Amazon Digest - 08.17.25

Today email is another roundup of Amazon announcements that are relevant for CPG brands.

Vine program for heavy and bulky items

Last week I wrote about pre-launch Vine program option, and this week Amazon made Vine bigger. Literally.

Amazon just opened its Vine program (Vine program allows get honest reviews in exchange for free product) to heavy and bulky FBA items - think furniture, appliances, fitness gear, and even large club-size CPG.

FBA, which is required to use Vine, is usually prohibitive cost wise for heavy and bulky items.
But it doesn't mean that enrolling a 24 pack, or a 15 lbs bulk product into Vine can not be a great marketing play get credible, great reviews quickly. Which shortens path to faster growth.

Why is Amazon doing this?
I think to get more products into FBA, where fees are higher.
Also to get more and better reviews in high-consideration categories for the marketplace.

But back to a marketing play for brands. Here are few scenarios:

1. 'Test and exit'. Treat Vine fees + FBA fees as a marketing investment. Get Vine reviews. Switch to FBM. Reviews stay, you get your better margins back. This could work well for seasonal (think Q4) offers.

2. Extension launch. You already use FBA, know how Vine program works. You launch a bulk, club-size offer (bottles, units, etc.) to push AOV up. Stay with FBA or switch to FBM based on unit economics.

3. Retail roadshow or demo validation point. Perhaps? Can heaving social proof with great Amazon reviews support your pitch for Costco or Sam's Club? Angle here is a validation tool, not exact pricing/packaging format.

Prime Exclusive Deals now offered all year

We go from Christmas in July to Christmas every month.

One of the biggest promotion tools during Amazon Prime Days is running a Prime Day Exclusive deals. Those always get the best visibility and sales lift during July and October Prime Days.

Well, now Prime Day type of promotion will become available all year round.

Amazon always does strategic plays, even in tactical moves, like this one. So why is Amazon rolling this out?
1. Economy is softening. Amazon benefits from stimulating conversion by selectively discounting to its most profitable customer segment- Prime shoppers-without devaluing prices for everyone
2. Prime membership stickiness. These micro-Prime Day Deals may keep us glued even more to that 1-click buy button, and more frequently.
3. The Flywheel data. Every Prime Day Exclusive deal is feeding more 1st party data for Amazon. Imagine micro PD like exclusives across all categories, seasonality. Brands would run these strategically, so Amazon gets so much more precise data of when discounting works on a more granular level. Smart.

How should brands approach this, especially CPG?

Best way to think of them is a traffic spike generator, which means it’s important to have a plan after (ex. retargetting with ads, cart abandoners promotion).

Here are some scenarios:
- Launches and newish products velocity build. PD can help ramp up organic growth for less established SKUs.
- Tie in for retail and media events. Aligning with big off-Amazon events can create a nice halo event.
- Product line extensions (ex. new flavor, size, scent, etc.)
- Seasonal products. To give them a boost right before their peak selling season.

BUT, margin discipline above all. While you still have to be eligible for these year round Prime Day, temptation can be to lift sales with one button. It’s important to use these strategically.

Lastly, of course this has to be synched with operations/inventory, pricing policies, retail and off-Amazon partnership harmony (especially on the subject of price discounts). All in all, this adds another tool in sellers’ toolbox for Amazon growth.

Amazon’s Custom Analytics

Amazon’s been rolling out Custom Analytics (housed under Reports section in Seller Central) to sellers worldwide, and it’s an exciting update to get data-driven insights capabilities directly from Amazon.

Think of it as a lightweight Power BI or Tableau, but built right into Seller Central. You can combine sales, traffic, inventory, deals, pricing data into one view. Amazon even gives starter templates (Prime Day Recap, Coupons & Deals Performance, Traffic & Sales Trends) you can copy and tweak. It also offers YoY, QoQ, MoM, Trailing 12 months comparisons.

Why I love this upgrade is because it delivers what many 3rd party analytics software tools now offer: analytics in easy to extract, slice, and analyze form. Now Amazon is offering it natively within the platform.

How to make it useful:

  • Start with a template, duplicate it, and strip it down to one main question per board (keeps it fast and actionable).

  • Expect some variation in what’s available. Ads tiles aren’t showing in all accounts yet.

  • Keep your own “source of truth” if you need deeper P&L or blended ad + off-Amazon views- this isn’t replacing a full BI stack just yet.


- _TASK BRIEF_
Among the records below, find each line that includes the string "JSON" and copy it.

(Data tied to figure images)
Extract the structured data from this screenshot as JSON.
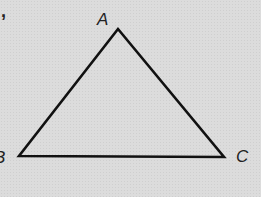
{
  "diagram": {
    "type": "triangle",
    "stroke_color": "#111111",
    "background_color": "#dcdcdc",
    "stray_mark": ",",
    "vertices": [
      {
        "name": "A",
        "x": 118,
        "y": 29,
        "label": "A",
        "label_x": 97,
        "label_y": 11
      },
      {
        "name": "B",
        "x": 19,
        "y": 156,
        "label": "B",
        "label_x": -6,
        "label_y": 149
      },
      {
        "name": "C",
        "x": 224,
        "y": 157,
        "label": "C",
        "label_x": 236,
        "label_y": 148
      }
    ],
    "edges": [
      "AB",
      "AC",
      "BC"
    ]
  }
}
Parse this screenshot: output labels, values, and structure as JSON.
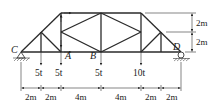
{
  "diagram": {
    "type": "truss",
    "nodes": {
      "C": "C",
      "A": "A",
      "B": "B",
      "D": "D"
    },
    "loads": [
      {
        "label": "5t",
        "x": 41
      },
      {
        "label": "5t",
        "x": 61
      },
      {
        "label": "5t",
        "x": 101
      },
      {
        "label": "10t",
        "x": 141
      }
    ],
    "horizontal_dimensions": [
      "2m",
      "2m",
      "4m",
      "4m",
      "2m",
      "2m"
    ],
    "vertical_dimensions": [
      "2m",
      "2m"
    ],
    "colors": {
      "line": "#2a2a2a",
      "background": "#ffffff"
    }
  }
}
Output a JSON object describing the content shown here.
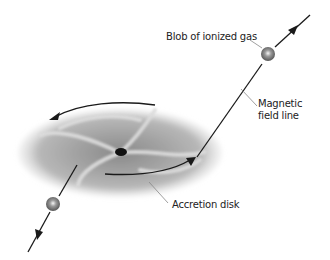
{
  "diagram": {
    "labels": {
      "blob": "Blob of ionized gas",
      "field_line_1": "Magnetic",
      "field_line_2": "field line",
      "disk": "Accretion disk"
    },
    "colors": {
      "disk_light": "#e4e4e4",
      "disk_mid": "#a8a8a8",
      "disk_dark": "#7a7a7a",
      "line": "#222222",
      "leader": "#888888"
    }
  }
}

- _THE ANSWER_
Extract the structured data from this screenshot as JSON.
Parse this screenshot: output labels, values, and structure as JSON.
Output a JSON object describing the content shown here.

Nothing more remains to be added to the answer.